Patricof, a former media executive and investment banker and the son of pioneering venture capitalist and private equity investor Alan Patricof, decided there was a market opportunity there. His new firm sought out athletes who wanted to put 10% to 30% of their wealth into private equity deals. Wealth advisers and sports agencies have done this before, but often on a case-by-case basis. Patricof Co appears to be the first private equity firm dedicated entirely to this line of business.

“We’re a strategic investor, not a financial investor,” Patricof said.

Since 2018, Patricof Co has teamed up on deals with KKR, Bain and other large firms to buy into consumer brands that dovetail with the athletes’ interests and that they believe have the potential to go public or be acquired in just a few years.
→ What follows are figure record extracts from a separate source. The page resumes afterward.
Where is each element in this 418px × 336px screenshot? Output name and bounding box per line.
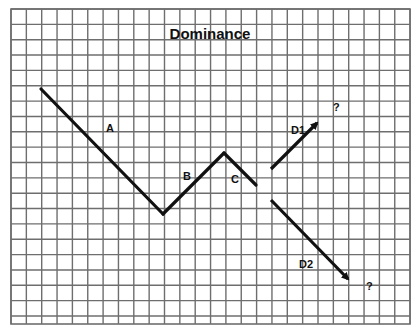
segment-label-c: C	[231, 173, 239, 185]
segment-label-a: A	[106, 122, 114, 134]
arrow-label-d1: D1	[291, 124, 305, 136]
dominance-diagram: Dominance ABC D1?D2?	[0, 0, 418, 336]
question-mark-d1: ?	[333, 101, 340, 113]
diagram-title: Dominance	[170, 25, 251, 42]
question-mark-d2: ?	[366, 280, 373, 292]
segment-label-b: B	[183, 170, 191, 182]
arrow-label-d2: D2	[299, 258, 313, 270]
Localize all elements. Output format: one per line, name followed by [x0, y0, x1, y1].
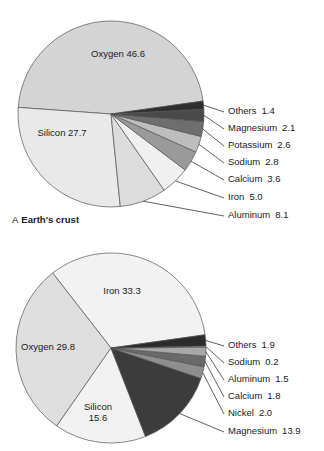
leader-line	[206, 352, 224, 380]
callout-label-name: Sodium	[228, 356, 260, 367]
figure-panel-letter: A	[12, 214, 18, 225]
pie-slice-callout-label: Calcium3.6	[228, 174, 281, 184]
pie-slice-callout-label: Calcium1.8	[228, 391, 281, 401]
leader-line	[204, 105, 224, 112]
pie-slice-callout-label: Others1.9	[228, 340, 275, 350]
callout-label-value: 1.4	[262, 105, 275, 116]
callout-label-name: Magnesium	[228, 122, 277, 133]
callout-label-name: Potassium	[228, 139, 272, 150]
leader-line	[176, 181, 224, 198]
callout-label-value: 1.8	[267, 390, 280, 401]
pie-slice	[18, 107, 120, 207]
callout-label-value: 2.1	[282, 122, 295, 133]
pie-slice-inner-label: Iron 33.3	[103, 285, 141, 296]
figure-caption-earths-crust: AEarth's crust	[12, 214, 79, 225]
callout-label-value: 2.6	[277, 139, 290, 150]
leader-line	[205, 362, 224, 397]
pie-chart-core-mantle: Iron 33.3Oxygen 29.8Silicon15.6	[0, 240, 324, 451]
leader-line	[191, 161, 224, 180]
leader-line	[199, 144, 224, 163]
callout-label-name: Aluminum	[228, 209, 270, 220]
pie-slice-inner-label: Silicon 27.7	[37, 127, 86, 138]
pie-slice-inner-label: Oxygen 46.6	[91, 48, 145, 59]
callout-label-value: 2.0	[259, 407, 272, 418]
pie-slice-callout-label: Aluminum8.1	[228, 210, 288, 220]
leader-line	[180, 414, 224, 432]
pie-slice-callout-label: Sodium2.8	[228, 157, 278, 167]
leader-line	[206, 340, 224, 346]
callout-label-value: 5.0	[249, 191, 262, 202]
pie-slice-callout-label: Others1.4	[228, 106, 275, 116]
callout-label-name: Aluminum	[228, 373, 270, 384]
callout-label-name: Magnesium	[228, 425, 277, 436]
callout-label-name: Others	[228, 105, 257, 116]
pie-slice-callout-label: Magnesium13.9	[228, 426, 301, 436]
pie-slice-callout-label: Iron5.0	[228, 192, 263, 202]
pie-chart-earths-crust: Oxygen 46.6Silicon 27.7	[0, 0, 324, 240]
pie-slice-inner-label: Oxygen 29.8	[21, 341, 75, 352]
figure-title: Earth's crust	[21, 214, 79, 225]
callout-label-name: Others	[228, 339, 257, 350]
pie-slice-callout-label: Sodium0.2	[228, 357, 278, 367]
leader-line	[143, 201, 224, 216]
callout-label-value: 2.8	[265, 156, 278, 167]
callout-label-name: Calcium	[228, 390, 262, 401]
leader-line	[203, 373, 224, 414]
callout-label-value: 1.9	[262, 339, 275, 350]
pie-chart-figure-core-mantle: Iron 33.3Oxygen 29.8Silicon15.6 Magnesiu…	[0, 240, 324, 451]
leader-line	[204, 115, 224, 129]
leader-line	[203, 129, 224, 146]
pie-slice-callout-label: Nickel2.0	[228, 408, 272, 418]
pie-slice-callout-label: Potassium2.6	[228, 140, 291, 150]
callout-label-value: 3.6	[267, 173, 280, 184]
callout-label-name: Sodium	[228, 156, 260, 167]
callout-label-value: 0.2	[265, 356, 278, 367]
callout-label-name: Nickel	[228, 407, 254, 418]
pie-chart-figure-earths-crust: Oxygen 46.6Silicon 27.7 Aluminum8.1Iron5…	[0, 0, 324, 240]
callout-label-value: 1.5	[275, 373, 288, 384]
pie-slice-callout-label: Aluminum1.5	[228, 374, 288, 384]
callout-label-value: 8.1	[275, 209, 288, 220]
pie-slice-callout-label: Magnesium2.1	[228, 123, 295, 133]
callout-label-value: 13.9	[282, 425, 301, 436]
pie-slice	[18, 21, 203, 114]
leader-line	[206, 347, 224, 363]
callout-label-name: Calcium	[228, 173, 262, 184]
callout-label-name: Iron	[228, 191, 244, 202]
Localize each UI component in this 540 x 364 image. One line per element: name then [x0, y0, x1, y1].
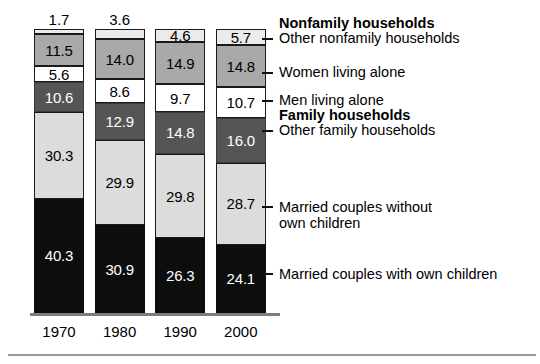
stacked-bar-chart: 11.55.610.630.340.31.714.08.612.929.930.…: [0, 0, 540, 364]
bar-segment-1990-2: 9.7: [155, 84, 205, 112]
bar-2000: 5.714.810.716.028.724.1: [216, 29, 266, 313]
plot-area: 11.55.610.630.340.31.714.08.612.929.930.…: [0, 0, 270, 364]
callout-label-1: Other nonfamily households: [279, 30, 460, 46]
bar-segment-1970-4: 30.3: [34, 112, 84, 198]
bar-segment-2000-0: 5.7: [216, 29, 266, 45]
legend-callouts: Nonfamily householdsOther nonfamily hous…: [262, 0, 540, 364]
segment-value-label: 28.7: [227, 196, 255, 211]
x-tick-label-1990: 1990: [155, 324, 205, 339]
callout-label-0: Nonfamily households: [279, 15, 435, 31]
bar-segment-1980-3: 12.9: [95, 103, 145, 140]
bar-segment-1990-4: 29.8: [155, 154, 205, 239]
segment-value-label: 8.6: [109, 84, 129, 99]
segment-value-label: 24.1: [227, 271, 255, 286]
callout-label-2: Women living alone: [279, 64, 405, 80]
segment-value-label: 30.9: [105, 262, 133, 277]
callout-leader-tick-6: [262, 206, 273, 208]
bar-1980: 14.08.612.929.930.9: [95, 29, 145, 313]
segment-value-label: 10.6: [45, 90, 73, 105]
bar-segment-2000-3: 16.0: [216, 118, 266, 163]
callout-leader-tick-5: [262, 130, 273, 132]
x-tick-label-1970: 1970: [34, 324, 84, 339]
bar-segment-1990-1: 14.9: [155, 42, 205, 84]
segment-value-label: 9.7: [170, 91, 190, 106]
x-tick-label-2000: 2000: [216, 324, 266, 339]
segment-value-label: 12.9: [105, 114, 133, 129]
segment-value-label: 10.7: [227, 95, 255, 110]
bar-1990: 4.614.99.714.829.826.3: [155, 29, 205, 313]
callout-label-5: Other family households: [279, 122, 435, 138]
bottom-divider-rule: [8, 354, 536, 356]
segment-value-label: 5.6: [49, 67, 69, 82]
bar-segment-2000-4: 28.7: [216, 163, 266, 245]
callout-leader-tick-3: [262, 100, 273, 102]
bar-segment-1970-2: 5.6: [34, 66, 84, 82]
callout-leader-tick-7: [262, 273, 273, 275]
segment-value-label: 14.8: [227, 59, 255, 74]
bar-segment-2000-1: 14.8: [216, 45, 266, 87]
segment-value-label: 40.3: [45, 248, 73, 263]
x-tick-label-1980: 1980: [95, 324, 145, 339]
segment-value-label: 29.8: [166, 189, 194, 204]
bar-top-value-label-1970: 1.7: [34, 12, 84, 27]
bar-segment-1980-0: [95, 29, 145, 39]
bar-segment-1980-4: 29.9: [95, 140, 145, 225]
bar-segment-1980-5: 30.9: [95, 225, 145, 313]
bar-segment-1980-2: 8.6: [95, 79, 145, 103]
segment-value-label: 5.7: [231, 30, 251, 45]
callout-leader-tick-1: [262, 38, 273, 40]
bar-segment-2000-5: 24.1: [216, 245, 266, 313]
bar-top-value-label-1980: 3.6: [95, 12, 145, 27]
segment-value-label: 14.8: [166, 125, 194, 140]
segment-value-label: 26.3: [166, 268, 194, 283]
segment-value-label: 30.3: [45, 148, 73, 163]
bar-segment-1990-5: 26.3: [155, 238, 205, 313]
segment-value-label: 14.9: [166, 56, 194, 71]
callout-leader-tick-2: [262, 72, 273, 74]
segment-value-label: 4.6: [170, 28, 190, 43]
bar-segment-1970-5: 40.3: [34, 199, 84, 313]
segment-value-label: 29.9: [105, 175, 133, 190]
bar-segment-1990-3: 14.8: [155, 112, 205, 154]
segment-value-label: 16.0: [227, 133, 255, 148]
bar-segment-1970-1: 11.5: [34, 34, 84, 67]
bar-segment-1980-1: 14.0: [95, 39, 145, 79]
bar-segment-2000-2: 10.7: [216, 87, 266, 117]
segment-value-label: 14.0: [105, 52, 133, 67]
bar-1970: 11.55.610.630.340.3: [34, 29, 84, 313]
segment-value-label: 11.5: [45, 43, 72, 58]
bar-segment-1970-3: 10.6: [34, 82, 84, 112]
bar-segment-1990-0: 4.6: [155, 29, 205, 42]
callout-label-7: Married couples with own children: [279, 266, 497, 282]
callout-label-3: Men living alone: [279, 92, 384, 108]
x-axis-line: [30, 313, 280, 316]
callout-label-6: Married couples without own children: [279, 199, 432, 231]
callout-label-4: Family households: [279, 107, 410, 123]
The 250 athletes on the firm’s roster include football stars Joe Burrow and J.J. Watt, and NBA standouts CJ McCollum and Blake Griffin. (From 40 to 100 of those athletes have taken part in each deal put together by Patricof Co; some have invested in just a handful.)

For private equity firms, some of which have had a reputation for milking profits from troubled companies they have acquired before selling them or taking them public (and were once popularly known as corporate raiders), the athletes represent relatable celebrities who can also provide marketing muscle.

Like most investments, private equity is not immune to market forces, and in the past two years, high interest rates and a slow initial public offering market have hurt firms trying to invest in and exit from companies. Consumer brands — an area that Patricof Co has focused on — have been hit so hard that Carlyle, one of the biggest players in private equity, decided in October to stop investing in U.S. consumer and retail companies.

Still, Patricof said the involvement of pro athletes distinguished his investments. He recruited Matt Siegel from Roc Nation, the sports agency, to connect with athletes. Daniel Magliocco, who specializes in mergers and acquisitions, was hired to make the deals. Amy Curtis-McIntyre, after marketing jobs at JetBlue, Airbnb and Old Navy, joined to find ways the athletes could promote the companies Patricof Co invested in, including pitching Kelce as part of Ole Smoky’s ad campaign.

Siegel helped recruit some of the first athletes to join, including Travis Kelce, retired basketball players Carmelo Anthony and Dwyane Wade, and retired New York Yankee C.C. Sabathia. The athletes receive emails describing each offering, and Siegel, Magliocco and others follow up by phone or Zoom to explain the details. Players are reminded that their money will be held for about five years and that returns are never guaranteed. They are invited to share the offer sheets with their financial advisers, who sometimes join the calls.

For now, companies like Ole Smoky say Patricof Co’s investment has been beneficial. “For me as a business owner, it’s a level of authenticity,” said Joe Baker, Ole Smoky’s founder, after Jason Kelce’s shoot ended. “It’s not paying somebody to say they like your brand, it’s partnering with somebody who’s investing in the brand because they believe in it in the first place.”